6/10
A bit of a whitewash.
15 August 2022
"I Aim at the Stars" is a very problematic film. On one hand, Dr. Wernher von Braun was instrumental in the American space program. But on the other, his Nazi past was whitewashed and this film ignored the awful war crimes this man perpetrated during WWII. While head of the German rocket program, its leader, von Braun, was responsible for using slave laborers to build his research station at Peenemünde, Germany. And, in total, about 20,000-25,000 of these slave laborers were worked to death to make von Braun's dream come true! He also was NOT the apolitical guy you see in the story, but was a card-carrying and eager member of the National Socialist Party as well as a member of the SS! The man was a monster...and you get none of this in the movie which is intended to glorify his life. Now I am not saying they shouldn't have done a movie about him...but at least it should have been a more honest one.

The film begins well after WWII had begun. While it showed von Braun and his comrades working on the V-2 rocket, there isn't much apart from that and you learn little about the man's personal life. Then, as the war ended, von Braun and many of his fellow rocket scientists defected to the USA and the film then follows them to New Mexico and their work on the US space program. It ends with the first US satellite in space.

I think about 80-90% of the film is good. Jurgens is good as von Braun and the story is reasonably good despite its HUGE omissions. In other words, technically it's well made but also, as I mentioned above, it's pretty sad what is omitted. It's worth seeing but only if you read up on the man and don't take the entire film as a thorough biography of the man.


» WORK REQUIRED: Your copy must start with the line containing "Image resolution: width=803" and end with the last line of the entries, matching them exactly and leaving out every picture.

» DATA:
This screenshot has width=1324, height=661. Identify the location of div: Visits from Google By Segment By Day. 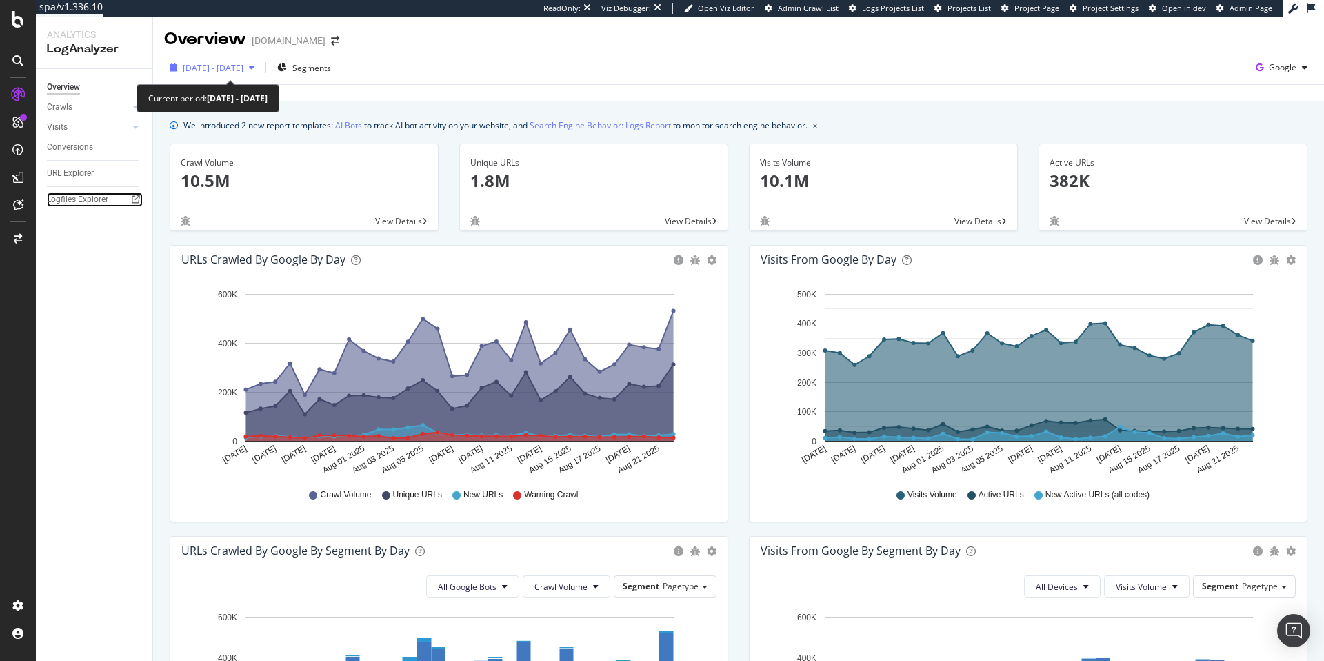
(861, 550).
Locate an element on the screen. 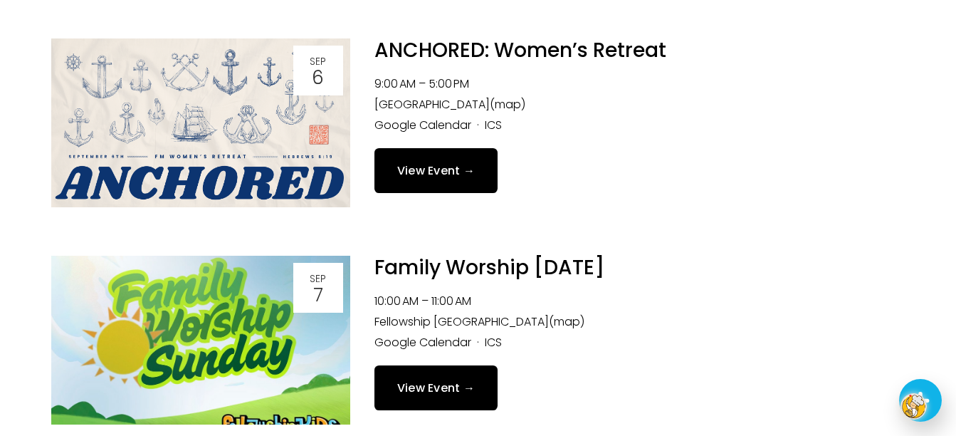 Image resolution: width=956 pixels, height=436 pixels. time: 11:00 AM is located at coordinates (451, 300).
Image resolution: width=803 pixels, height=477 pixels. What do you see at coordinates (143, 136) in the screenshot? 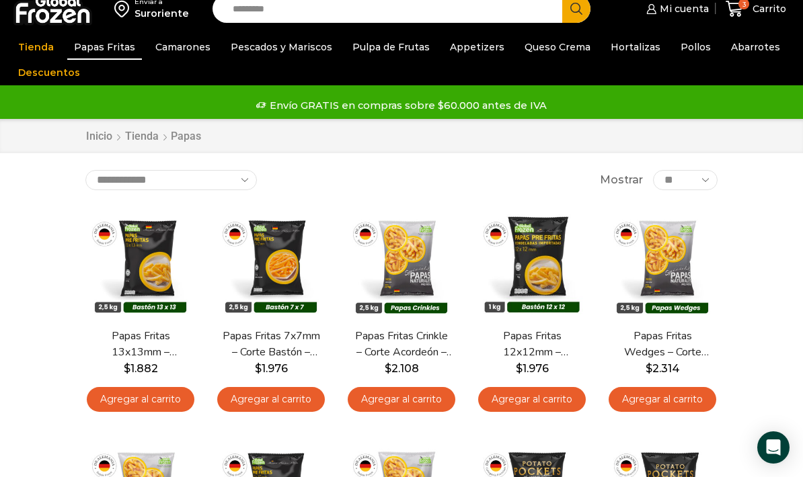
I see `nav: Breadcrumb` at bounding box center [143, 136].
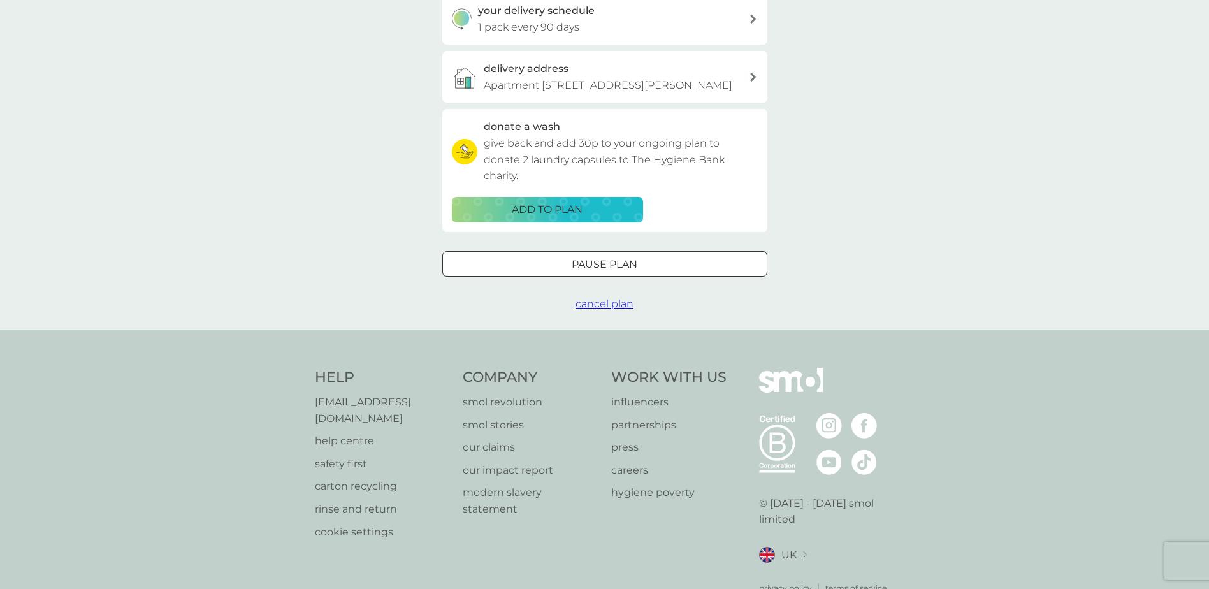 The image size is (1209, 589). What do you see at coordinates (791, 389) in the screenshot?
I see `img: smol` at bounding box center [791, 389].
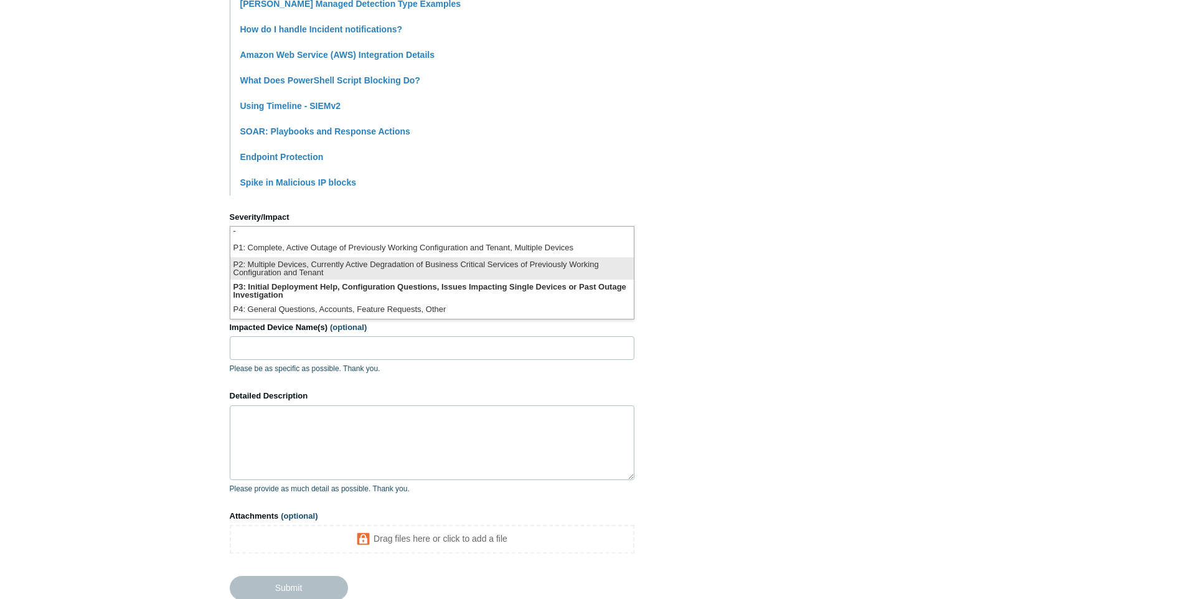 The image size is (1181, 599). What do you see at coordinates (432, 327) in the screenshot?
I see `label: Impacted Device Name(s)` at bounding box center [432, 327].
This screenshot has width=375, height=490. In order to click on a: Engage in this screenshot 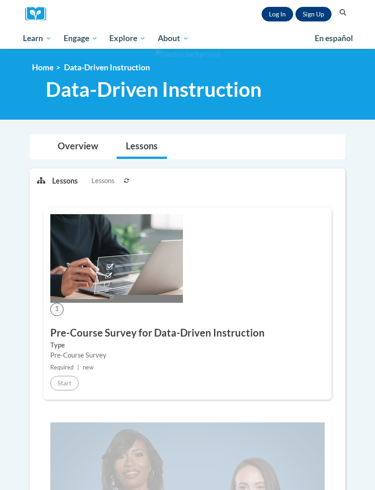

» ANSWER:
Image resolution: width=803 pixels, height=477 pixels. What do you see at coordinates (143, 136) in the screenshot? 
I see `nav: Breadcrumb` at bounding box center [143, 136].
 The image size is (1209, 589). What do you see at coordinates (791, 389) in the screenshot?
I see `img: smol` at bounding box center [791, 389].
 The image size is (1181, 599). What do you see at coordinates (432, 327) in the screenshot?
I see `label: Impacted Device Name(s)` at bounding box center [432, 327].
This screenshot has width=375, height=490. In order to click on a: Engage in this screenshot 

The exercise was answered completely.